A product squad kept missing sprint commitments while everyone was working at full capacity. Adding people would not have fixed it. This is how I found the real constraint, aligned the team around it, built the fix into the tooling, and proved it held: sprint predictability moved from 58% to 89% over two quarters, with no capacity added.
Find the true constraint.
Before fixing anything, prove what is actually limiting delivery, and that it is systemic, not a local symptom. I walked the value stream stage by stage, tagging each activity as value-add or non-value-add, and marking where the primary constraint sat.
Prove it's a constraint, not a symptom.
Work was both waiting and being redone. High rework (~25% of effort) plus low flow efficiency (~28%) means work was being built before it was right, then done again. That points upstream, to requirements not being set properly before work entered the sprint, not to a slow team or a downstream queue.
The hypothesis and the fix.
If requirements and key decisions are resolved before work enters the sprint, rework and decision latency fall, and predictability, flow efficiency and carry-over improve without adding capacity.
- 01Definition of Ready
A story cannot enter a sprint until acceptance criteria, dependencies, stakeholder alignment, story points and a product owner are in place.
- 02Decisions moved upstream
Product and design decisions resolved before commitment, not mid-build.
- 03Stakeholder alignment first
On high-impact work, senior leadership reviews before effort is invested.
- 04Rework tracking
Turned the one-off diagnosis estimate into a standing metric, flagged automatically at sprint start.
Bringing people with it.
High-performing teams win by removing friction, not by working harder. I borrowed the marginal-gains idea associated with Dave Brailsford and British Cycling, lots of tiny improvements compounding, and pointed it at our own friction: rebuilding work that was already "finished". That framing landed because every function recognised the frustration of redoing finished work. The vision was one line: decide before we build, so we build it once.

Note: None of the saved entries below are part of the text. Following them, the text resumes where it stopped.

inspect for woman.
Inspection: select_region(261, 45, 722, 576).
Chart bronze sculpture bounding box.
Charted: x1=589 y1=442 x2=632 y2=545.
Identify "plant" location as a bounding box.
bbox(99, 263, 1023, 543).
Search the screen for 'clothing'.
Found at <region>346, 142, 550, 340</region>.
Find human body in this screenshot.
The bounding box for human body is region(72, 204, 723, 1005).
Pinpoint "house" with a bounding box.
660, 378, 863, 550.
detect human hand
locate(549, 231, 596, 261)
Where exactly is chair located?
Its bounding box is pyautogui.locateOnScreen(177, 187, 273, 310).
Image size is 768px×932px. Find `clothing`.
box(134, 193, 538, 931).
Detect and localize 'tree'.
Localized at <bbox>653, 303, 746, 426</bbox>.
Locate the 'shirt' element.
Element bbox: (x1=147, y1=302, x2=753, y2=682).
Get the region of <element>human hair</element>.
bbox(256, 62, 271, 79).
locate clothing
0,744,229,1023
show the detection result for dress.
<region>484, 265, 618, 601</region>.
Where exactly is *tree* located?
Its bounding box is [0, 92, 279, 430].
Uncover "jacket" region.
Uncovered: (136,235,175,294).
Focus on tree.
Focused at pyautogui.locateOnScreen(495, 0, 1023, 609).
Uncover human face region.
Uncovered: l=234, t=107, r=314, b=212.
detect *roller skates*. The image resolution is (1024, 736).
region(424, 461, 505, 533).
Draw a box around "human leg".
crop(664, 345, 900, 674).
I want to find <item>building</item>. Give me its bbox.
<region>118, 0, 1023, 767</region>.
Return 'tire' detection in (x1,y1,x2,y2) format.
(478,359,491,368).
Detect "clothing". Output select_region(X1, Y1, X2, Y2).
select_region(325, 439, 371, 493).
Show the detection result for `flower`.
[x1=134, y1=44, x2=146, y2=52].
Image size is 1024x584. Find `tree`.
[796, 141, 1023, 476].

The change was shopped round, not announced once. Prove it on one team and let results pull the rest.
We were not making any one function more efficient. We were improving the whole value stream.
Built into the tooling.
A process that relies on memory decays, so the gate was enforced in the work-management system, not left to discipline.
These were required fields, and a workflow rule blocked the move into a sprint until every one was complete. One shared scheme, inherited by every team, with a tracked exception path for genuine urgent cases.
The result.
No capacity added. The gate held because the system enforced it, and the metrics showed whether it was sticking.
Reporting ran on three tiers: team-level dashboards inside each squad for daily flow signal, a senior-leadership rollup that compared squads on the same measures, and a constraint-level view that tracked readiness violations and rework trends across the whole product organisation.
| Squad | Predictability | Carry-over | Cycle time |
|---|---|---|---|
| Reading | 82% | 12% | 5.1d |
| Writing | 58% | 34% | 8.4d |
| Workflow | 74% | 18% | 7.2d |
| Platform | 88% | 9% | 4.8d |
Building a production system from scratch at a data design consultancy (The Economist Group). Where this systems approach started.
Note on figures: the 58% to 89% predictability gain was measured over two quarters and is accurate. Some supporting numbers (rework rate, the ~85% pilot figure, and the per-squad table above) are approximate or illustrative, included to show how the reporting reads rather than as exact reported values.